» WHAT YOU ARE ASKED TO DO: For the entries below, repeat exactly each line starting with the one that contains "You are a GUI" and going on through the one that contains "This screenshot has", and no others.

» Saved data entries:
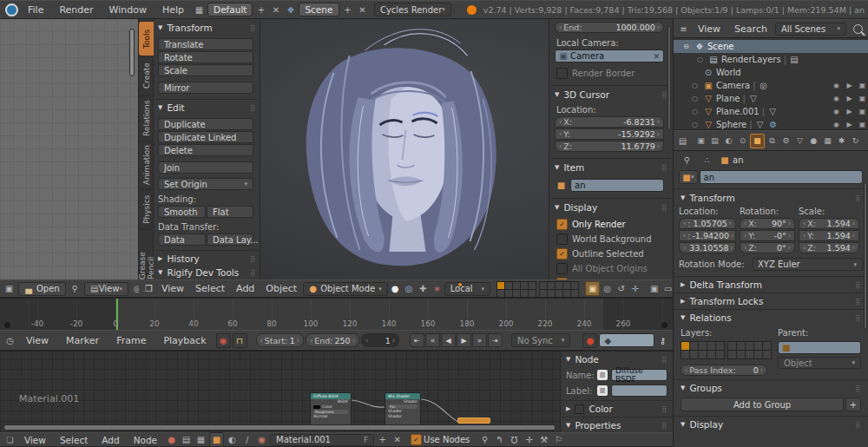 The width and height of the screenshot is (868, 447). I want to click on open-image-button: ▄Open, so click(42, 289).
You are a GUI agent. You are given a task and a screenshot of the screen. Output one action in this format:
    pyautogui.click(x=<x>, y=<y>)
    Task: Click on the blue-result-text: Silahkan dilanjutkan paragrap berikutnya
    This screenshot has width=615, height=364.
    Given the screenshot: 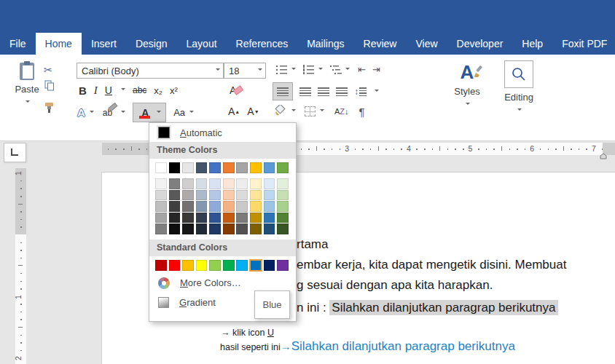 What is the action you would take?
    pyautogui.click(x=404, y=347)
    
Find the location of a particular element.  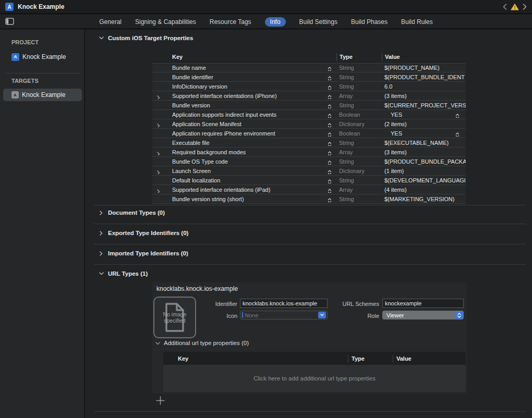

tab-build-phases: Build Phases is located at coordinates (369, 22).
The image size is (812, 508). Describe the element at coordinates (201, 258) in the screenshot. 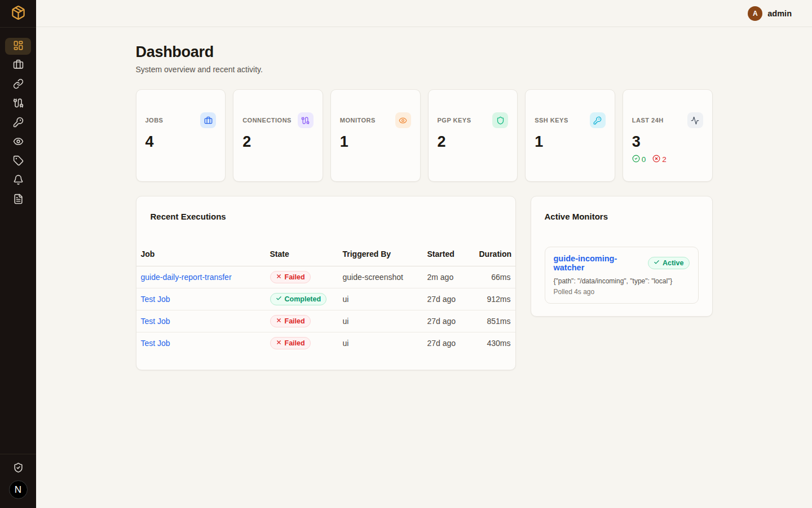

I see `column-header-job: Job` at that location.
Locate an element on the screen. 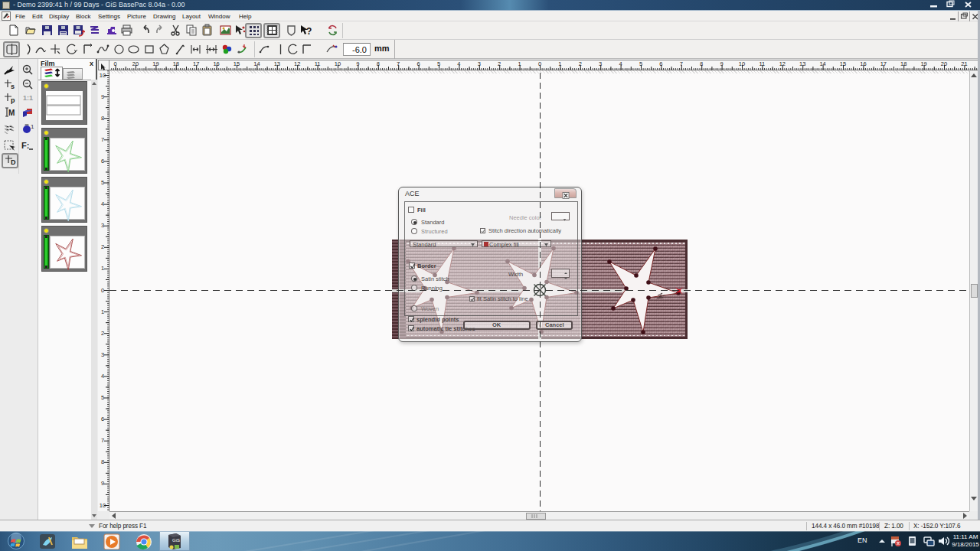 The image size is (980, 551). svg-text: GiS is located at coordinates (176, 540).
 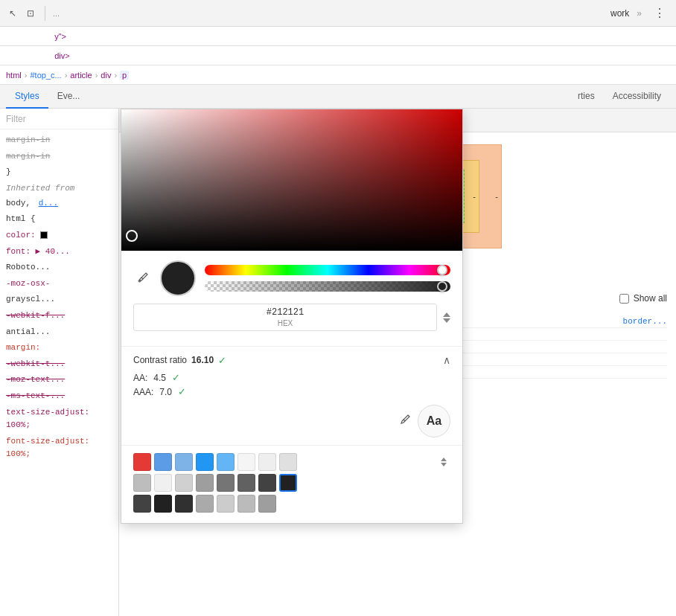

» RESULT OF THE TASK:
You are a GUI agent. You are given a task and a screenshot of the screen. Output one action in this format:
    pyautogui.click(x=<x>, y=<y>)
    Task: Click on the blue-result-text: Silahkan dilanjutkan paragrap berikutnya
    This screenshot has width=615, height=364.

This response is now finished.